The blog archive (web view) is in chronological order. The display of entries, below, seems to be in reverse order, new to old.

All of the mistakes are of course my own responsibility.

Thursday, May 13, 2010

May 13, 2010 - he's back!

What should you do when you have a strong response to something you read in the paper?

Let's say you like a particular column. You can pen an approving letter to the editor. You can send a glowing email or voice mail to the writer.

It is pleasant to find people with whom one agrees. Too few of us take the time to compliment others, and thereby build communities of interest and mutual support.

Not the writing kind? Well, you can always clip the column and pass it around to friends. Or find it online and forward it.

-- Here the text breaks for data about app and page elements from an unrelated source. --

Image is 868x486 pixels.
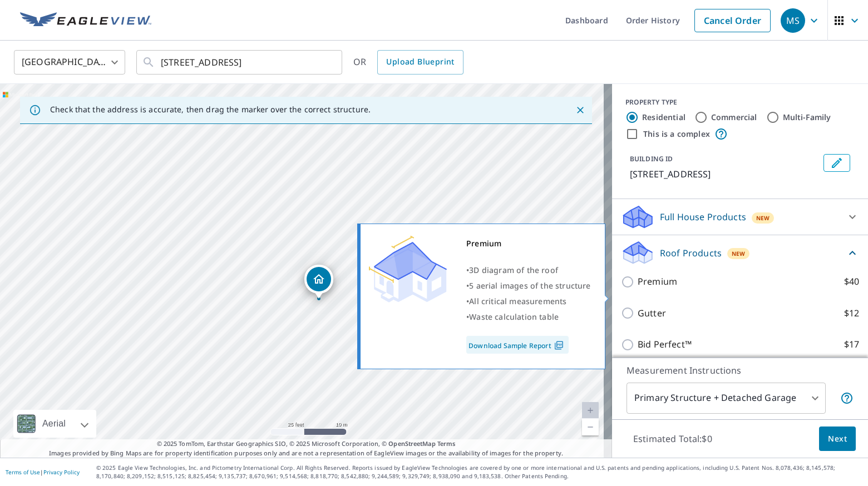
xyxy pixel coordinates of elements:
p: Gutter [637,306,666,320]
div: Aerial [13,410,97,438]
div: • [467,263,591,278]
div: Aerial [39,410,69,438]
img: Premium [369,236,447,303]
p: Estimated Total: $0 [624,426,721,451]
p: $40 [844,275,859,289]
span: © 2025 TomTom, Earthstar Geographics SIO, © 2025 Microsoft Corporation, © [157,440,456,448]
label: Multi-Family [783,112,831,123]
span: Upload Blueprint [386,55,454,69]
p: Roof Products [660,247,721,260]
div: • [467,278,591,294]
span: Your report will include the primary structure and a detached garage if one exists. [840,391,854,405]
div: [GEOGRAPHIC_DATA] [14,46,125,78]
p: Check that the address is accurate, then drag the marker over the correct structure. [50,105,371,114]
input: Search by address or latitude-longitude [161,46,320,78]
label: Residential [642,112,686,123]
p: Measurement Instructions [627,364,854,377]
div: Roof ProductsNew [621,239,859,266]
p: Premium [637,275,677,289]
span: New [731,249,746,258]
a: Current Level 20, Zoom In Disabled [582,402,599,419]
p: Full House Products [660,210,746,223]
label: Commercial [711,112,757,123]
p: Bid Perfect™ [637,338,692,351]
span: New [756,214,770,222]
span: 3D diagram of the roof [469,264,559,275]
span: All critical measurements [469,296,567,306]
a: Current Level 20, Zoom Out [582,419,599,435]
label: This is a complex [643,129,710,139]
div: OR [354,50,464,74]
a: Terms [438,440,456,448]
a: Terms of Use [5,468,40,476]
div: PROPERTY TYPE [625,97,855,107]
span: Waste calculation table [469,311,559,322]
a: Privacy Policy [44,468,80,476]
p: | [5,469,80,475]
a: Download Sample Report [467,336,569,354]
img: Pdf Icon [552,340,567,350]
div: Premium [467,236,591,251]
p: BUILDING ID [630,154,672,163]
p: $17 [844,338,859,351]
a: Upload Blueprint [377,50,463,74]
p: © 2025 Eagle View Technologies, Inc. and Pictometry International Corp. All Rights Reserved. Repo... [97,464,863,481]
button: Edit building 1 [823,154,850,172]
a: Cancel Order [695,9,771,32]
button: Close [574,103,588,117]
p: [STREET_ADDRESS] [630,167,819,180]
a: OpenStreetMap [389,440,435,448]
div: • [467,294,591,309]
img: EV Logo [20,13,151,29]
div: MS [780,8,805,33]
span: 5 aerial images of the structure [469,281,591,291]
p: $12 [844,306,859,320]
div: • [467,309,591,325]
div: Full House ProductsNew [621,204,859,230]
button: Next [819,426,855,451]
div: Dropped pin, building 1, Residential property, 11884 N Bluff Cove Path Dunnellon, FL 34434 [305,264,333,299]
div: Primary Structure + Detached Garage [627,382,826,414]
span: Next [828,432,847,446]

On the other hand, maybe you think the writer missed something important, or was flat out wrong. Maybe you have some special area of expertise that fills in significant gaps in the writer's presentation.

In that case, please do send a letter to the editor. When the community gets involved in issues, shares new information, and has substantive debate, a newspaper raises the general level of shared intelligence. That's good for everybody.

Sometimes, inevitably, you will have a strongly emotional and negative response to a column.

You have many options. Among them:

* Ignore it. I freely admit that there are a few columnists who so consistently irritate me that I refuse to read them anymore.

* Share your anger and irritation with your spouse. As an institution, a sympathetic marriage prevents many a violent outbreak against the body politic.

* Write an angry letter back, laced with personal attacks and labels you neither define nor defend. In this way, letter writing becomes a kind of intellectual aerobics, allowing you to hit your target heart rate in just 250 words. Be warned: your own letters may precipitate similar responses. But for some folks, this is the very definition of fun.

* Try to silence the writer through intimidation. Contact his or her bosses and threaten them with boycott or political opposition. Dangle vague legal threats. The true intellectual bully must hold this thought steady in his or her heart: "those who disagree with me must be forced to SHUT UP."

Each of these responses has a long tradition in our country. Together, they constitute a history of dissent, of the lively intellectual discourse of our nation.

Which brings me (quite literally) to the editorial page. Most of my columns over the past 20 years have been about libraries.

That's because libraries are my deep and abiding passion. Most of my future columns will probably still be about library issues.

But writing this column isn't part of my job. I don't get paid for it. I write it on my own time. Writing helps me think and learn. I enjoy it.

About once or twice a year, my columns spark strong disagreement in some readers -- usually offset by strong approval, by the way. I've noticed a trend: in almost every case, the issue involves federal policy.

I am not a federal employee.

Likewise, most of my opinions are not library policy. My bosses, the Library Board of Trustees, have not adopted resolutions about either national fiscal policy nor zombies. (Which is the greater omission, only time will tell). When something IS official library policy, I'll say so.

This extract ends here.